Jumat 16 Nov 2012 23:22 WIB

Israeli peace activist: Hamas leader Jabari killed amid talks on long-term truce

Palestinians survey a destroyed house of a Hamas military commander after an Israeli air strike in Rafah in the southern Gaza Strip November 16, 2012.   Insert: Ahmed Al-Jabari, top commander of Hamas armed wing Al-Qassam brigades.
Foto: Reuters/Ibraheem Abu Mustafa and insert: Reuters/Hamas handout
Palestinians survey a destroyed house of a Hamas military commander after an Israeli air strike in Rafah in the southern Gaza Strip November 16, 2012. Insert: Ahmed Al-Jabari, top commander of Hamas armed wing Al-Qassam brigades.

REPUBLIKA.CO.ID, TEL AVIV - Hours before Israel assassinated top Hamas military leader Ahmed Jabari, he had received a draft of a permanent truce agreement with Israel, Busines Insider wrote on Thursday. The agreement "included mechanisms for maintaining the cease-fire in the case of a flare-up between Israel and the factions in the Gaza Strip," according to a prominent Israeli peace activist.

Gershon Baskin, who helped negotiate the release of Gilad Shalit — the Israeli soldier kidnapped by Hamas —told the Israeli newspaper Haaretz that "this blood could have been spared. Those who made the decision must be judged by the voters, but to my regret they will get more votes because of this."

While Haaretz wrote, "He was in line to die, not an angel and not a righteous man of peace,” Baskin said of Jabari and of his feelings in the wake of the killing, “but his assassination also killed the possibility of achieving a truce and also the Egyptian mediators’ ability to function. After the assassination I spoke to the people in Israel angrily and they said to me: We’ve heard you and we are calling to ask if you have heard anything form the Egyptians or from Gaza.”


# [WHAT YOU NEED TO DO]
Counting every line in the records below that holds "Main", give the total and add nothing.

# [DATA PROVIDED]
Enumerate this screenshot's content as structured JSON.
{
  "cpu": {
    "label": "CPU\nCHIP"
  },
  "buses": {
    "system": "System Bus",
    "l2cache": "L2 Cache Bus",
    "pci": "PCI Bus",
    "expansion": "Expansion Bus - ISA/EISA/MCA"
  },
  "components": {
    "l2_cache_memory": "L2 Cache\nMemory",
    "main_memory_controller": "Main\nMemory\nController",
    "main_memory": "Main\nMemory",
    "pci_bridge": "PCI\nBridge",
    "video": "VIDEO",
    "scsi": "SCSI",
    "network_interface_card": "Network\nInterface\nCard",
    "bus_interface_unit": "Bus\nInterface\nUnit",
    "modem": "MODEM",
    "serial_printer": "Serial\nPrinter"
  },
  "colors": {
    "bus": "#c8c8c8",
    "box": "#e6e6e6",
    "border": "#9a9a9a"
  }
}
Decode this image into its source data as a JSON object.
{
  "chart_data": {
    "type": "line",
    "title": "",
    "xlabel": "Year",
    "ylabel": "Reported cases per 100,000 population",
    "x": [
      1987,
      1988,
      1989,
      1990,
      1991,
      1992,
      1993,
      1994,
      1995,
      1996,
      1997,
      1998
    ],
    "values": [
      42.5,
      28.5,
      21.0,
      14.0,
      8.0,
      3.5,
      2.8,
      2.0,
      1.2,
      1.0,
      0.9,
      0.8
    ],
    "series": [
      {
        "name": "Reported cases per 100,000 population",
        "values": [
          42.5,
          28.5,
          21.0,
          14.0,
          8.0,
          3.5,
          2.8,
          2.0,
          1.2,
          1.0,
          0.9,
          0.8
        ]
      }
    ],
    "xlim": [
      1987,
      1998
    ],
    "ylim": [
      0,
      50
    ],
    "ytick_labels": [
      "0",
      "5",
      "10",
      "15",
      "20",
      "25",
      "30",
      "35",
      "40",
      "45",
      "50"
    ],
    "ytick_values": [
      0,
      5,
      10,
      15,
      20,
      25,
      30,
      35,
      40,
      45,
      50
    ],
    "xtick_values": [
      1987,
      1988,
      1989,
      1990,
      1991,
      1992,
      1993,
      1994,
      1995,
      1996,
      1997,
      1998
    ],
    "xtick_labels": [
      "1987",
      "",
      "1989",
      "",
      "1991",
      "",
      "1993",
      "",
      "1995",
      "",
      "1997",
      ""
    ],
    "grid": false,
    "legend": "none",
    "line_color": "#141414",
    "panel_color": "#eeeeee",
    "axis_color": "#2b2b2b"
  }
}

# [SOLUTION TO THIS TASK]
2